Despite efforts to broaden their base and become an acceptable alternative to the American public, Libertarians still battle perceptions that they are “Republican lite” or “old white guys.” The convention’s carnivallike atmosphere belied those caricatures: A cross-dresser clad in a leopard-print leotard strode across the stage with an umbrella to introduce one candidate and professional dancers basked in strobe lights at a party before the candidates debated on Saturday night.

The debate itself offered a window into some of the challenges the Libertarians face as they try to package themselves for broader consumption while sticking to their limited-government principles. The conversation often drifted into strained arguments about how common sense would keep heroin out of the hands of children, how government-issued driver’s licenses are unnecessary — one suggestion was a pink flashing light for new drivers — and how public infrastructure could be built without taxes.

“Who will build the roads?” Austin Petersen, a presidential candidate and founder of The Libertarian Republic magazine, said during the debate. “Where we’re going we don’t need roads.”

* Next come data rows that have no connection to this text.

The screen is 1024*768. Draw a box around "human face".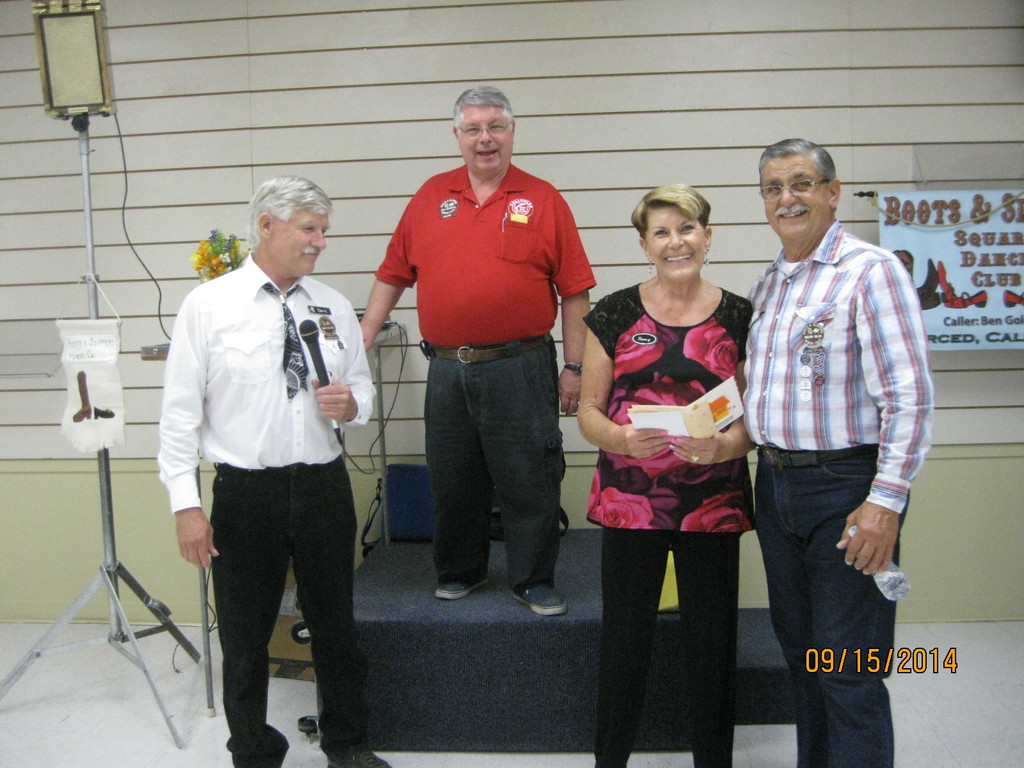
274/211/328/271.
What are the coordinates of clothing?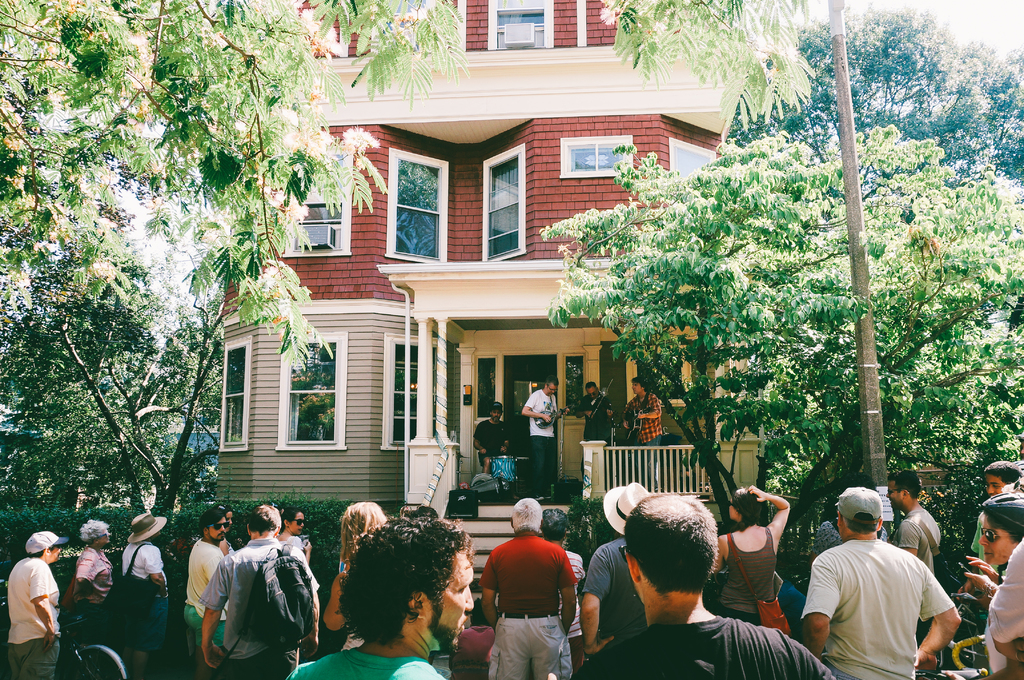
crop(477, 523, 580, 679).
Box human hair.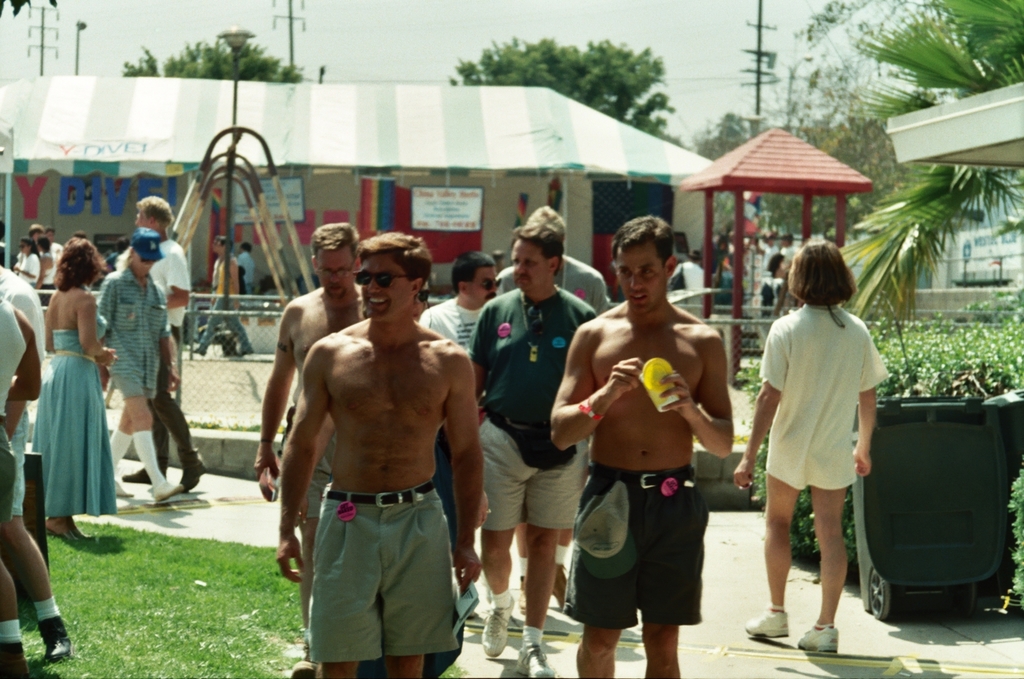
bbox=[525, 208, 565, 234].
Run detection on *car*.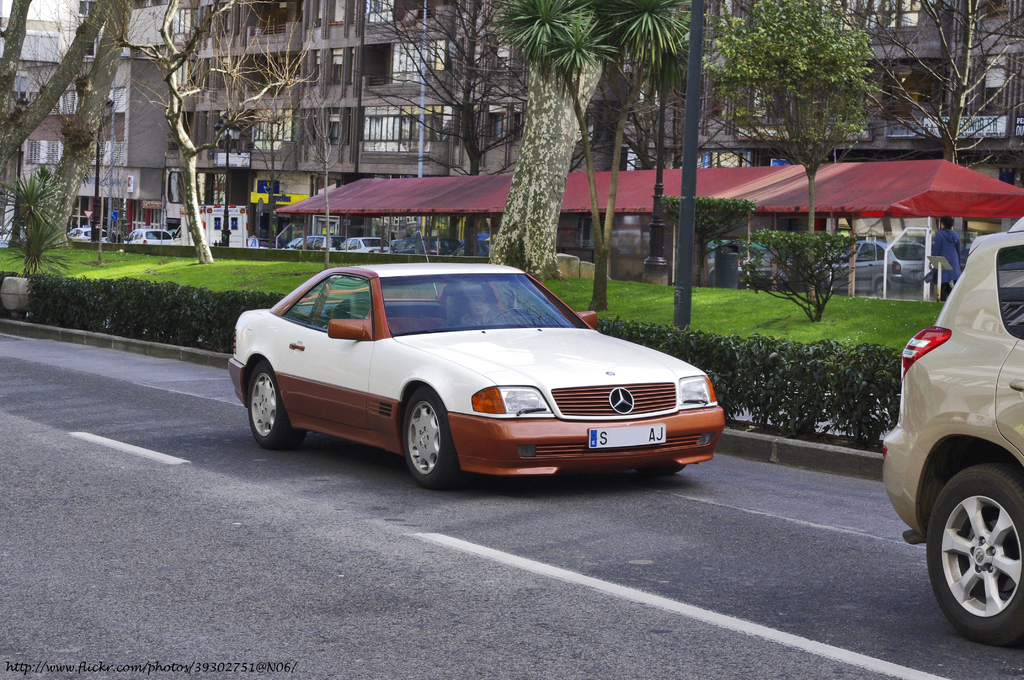
Result: region(233, 263, 719, 479).
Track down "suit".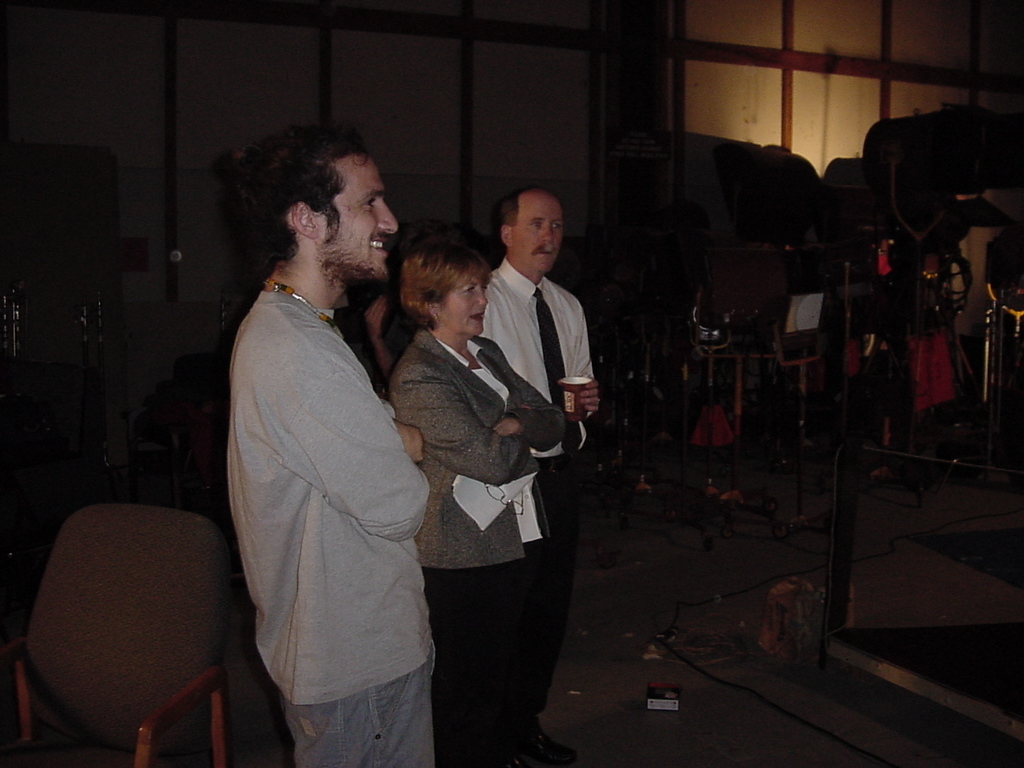
Tracked to BBox(388, 335, 562, 765).
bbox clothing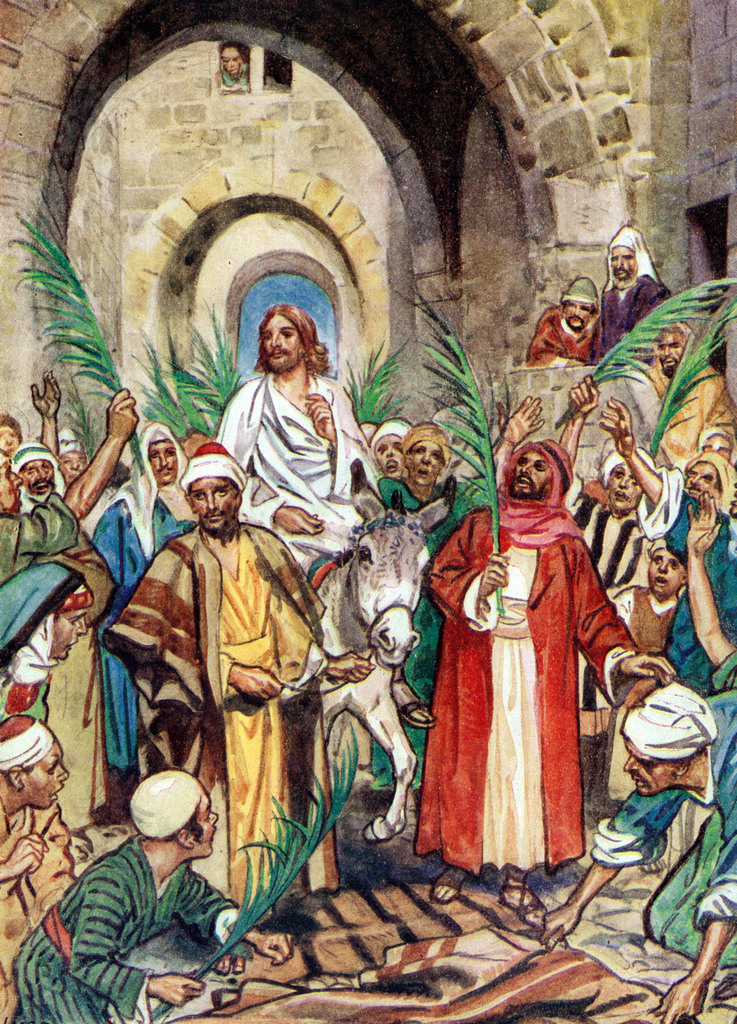
locate(0, 797, 71, 997)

Beyond the leading candidates, there were lesser-known presidential hopefuls such as Vermin Supreme, a performance artist who wandered the event with a rubber boot on his head, and Marc Allan Feldman, who kicked off his convention speech with a Libertarian rap in which he proclaimed, “Republicans and Democrats are wack.”

And then there was John McAfee, the antivirus software pioneer who in 2012 was in hiding in Belize after the police there sought him for questioning in the death of his neighbour. McAfee, who presented a campaign video declaring, “here’s to the crazy ones,” doused some of the enthusiasm when he said that none of the candidates — himself included — had any chance of becoming president.

Win or lose, most remained encouraged that this year will be important for the Libertarian Party and that even if they do not take the White House this time there are opportunities to win state and local races and to convert Republicans and Democrats.

Scott Scrimshaw, a community chaplain from Oregon, switched from Republican to Libertarian six months ago after he surveyed the candidate field and found himself disappointed. A longtime admirer of Ronald Reagan, he said he could not trust Trump with his vote and that he did not want to choose between “the lesser of two evils.”

“I feel we are really on the edge of entering a new era of American politics,” Scrimshaw said. “The era of the third party.”